Labor party chairman Avi Gabbay is paving his way to the hearts of centrist and moderate right-wing voters on a campaign of identity. Gabbay himself is a former moderate right-winger who grew up in a traditional home, and when he talks about the need to return Jewish values to the nexus of the discourse, he looks and sounds more authentic than most elected officials from the Right. This is not only the move of a leader, it’s also a tactical, logical gambit that is paying off in polls.
But it won’t be enough in the race to become prime minister.
Kulanu chairman Moshe Kahlon and Yesh Atid chairman Yair Lapid have already appealed to the middle class with the “Where’s the Money?” campaign, which called for an equal sharing of social burden, but which did not make either of them prime minister.
None of the leaders from the middle of the political spectrum will rise up and go into power if they do not respond to the basic need of centrist and right-wing voters for a prime minister who puts security ahead of every other consideration: social, economic, or moral. No candidate can win an election in Israel without providing answers to the security-defense question. But the leaders of the centrist parties still neglect the issue of security entirely. Only the extreme Right and the extreme Left talk about political solutions, while the political center is silent on the subject that matters most to Israeli voters.
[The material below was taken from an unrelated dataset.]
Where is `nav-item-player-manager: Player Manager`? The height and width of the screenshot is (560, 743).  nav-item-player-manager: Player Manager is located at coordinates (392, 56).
Journalists are busy filling in the “defense guy” squares for the various parties, as if choosing a former chief of staff or defense minister is a substitute for a clear diplomatic-security strategy. Only a clear platform that provides real answers to the Israeli public’s deepest fears can create an alternative to “managing the conflict” in the best case, or “annexing Judea and Samaria” in the worst case, as the Right is suggesting.
When it comes to defense and security, if you are not leading the conversation, you lose. The leaders of the centrist parties can serve as alternatives only if they raise the diplomatic-security flag of separation from the Palestinians. The leader who proves that the safest thing Israel can do is detach itself from the Palestinians, build a border between them and us, and take action to create a flourishing democratic Palestinian political entity on the other side of the border, will set the tone for Israeli security.
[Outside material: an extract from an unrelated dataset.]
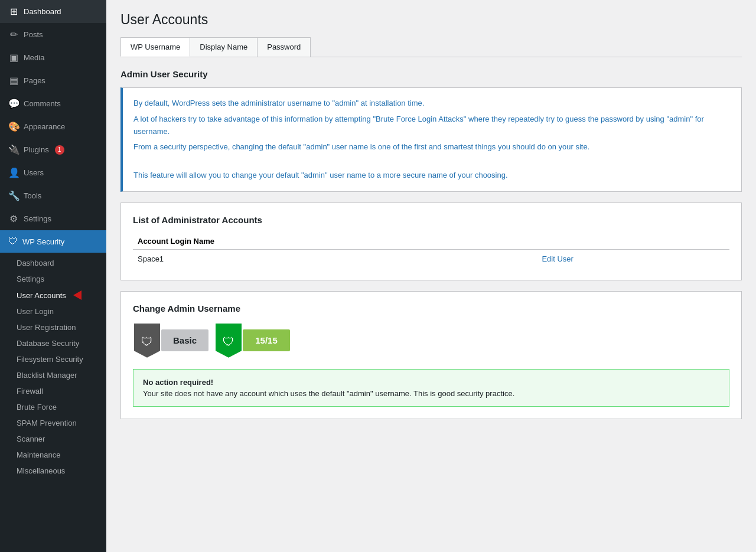 This screenshot has width=756, height=552. I want to click on success-box: No action required! Your site does not h…, so click(431, 388).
The extreme Right is currently proposing the annexation of 2.5 million Palestinians in Judea and Samaria, and the political center has no one who will push back against this dangerous idea. What moderate Israeli would think that connecting Israel to Jenin, Ramallah, Nablus and Hebron is an idea that promotes the Zionist enterprise or preserves Israel as a Jewish, democratic state?
Nevertheless, the centrist leaders are silent, as if someone else is supposed to take responsibility for the most critical issue to the future of the state. The identity campaign may be giving Gabbay a boost in the polls, but if his people do not start working on a clear diplomatic-security plan that will lead to a separation between Israel and the Palestinians and save Israel from a demographic disaster and the loss of its Jewish majority, Gabbay will hit a security ceiling that will keep him from the ultimate achievement.
It is not too late for Lapid, either, to find the courage to challenge Prime Minister Benjamin Netanyahu on the sole issue on which he won, and show us what an alternative government looks like.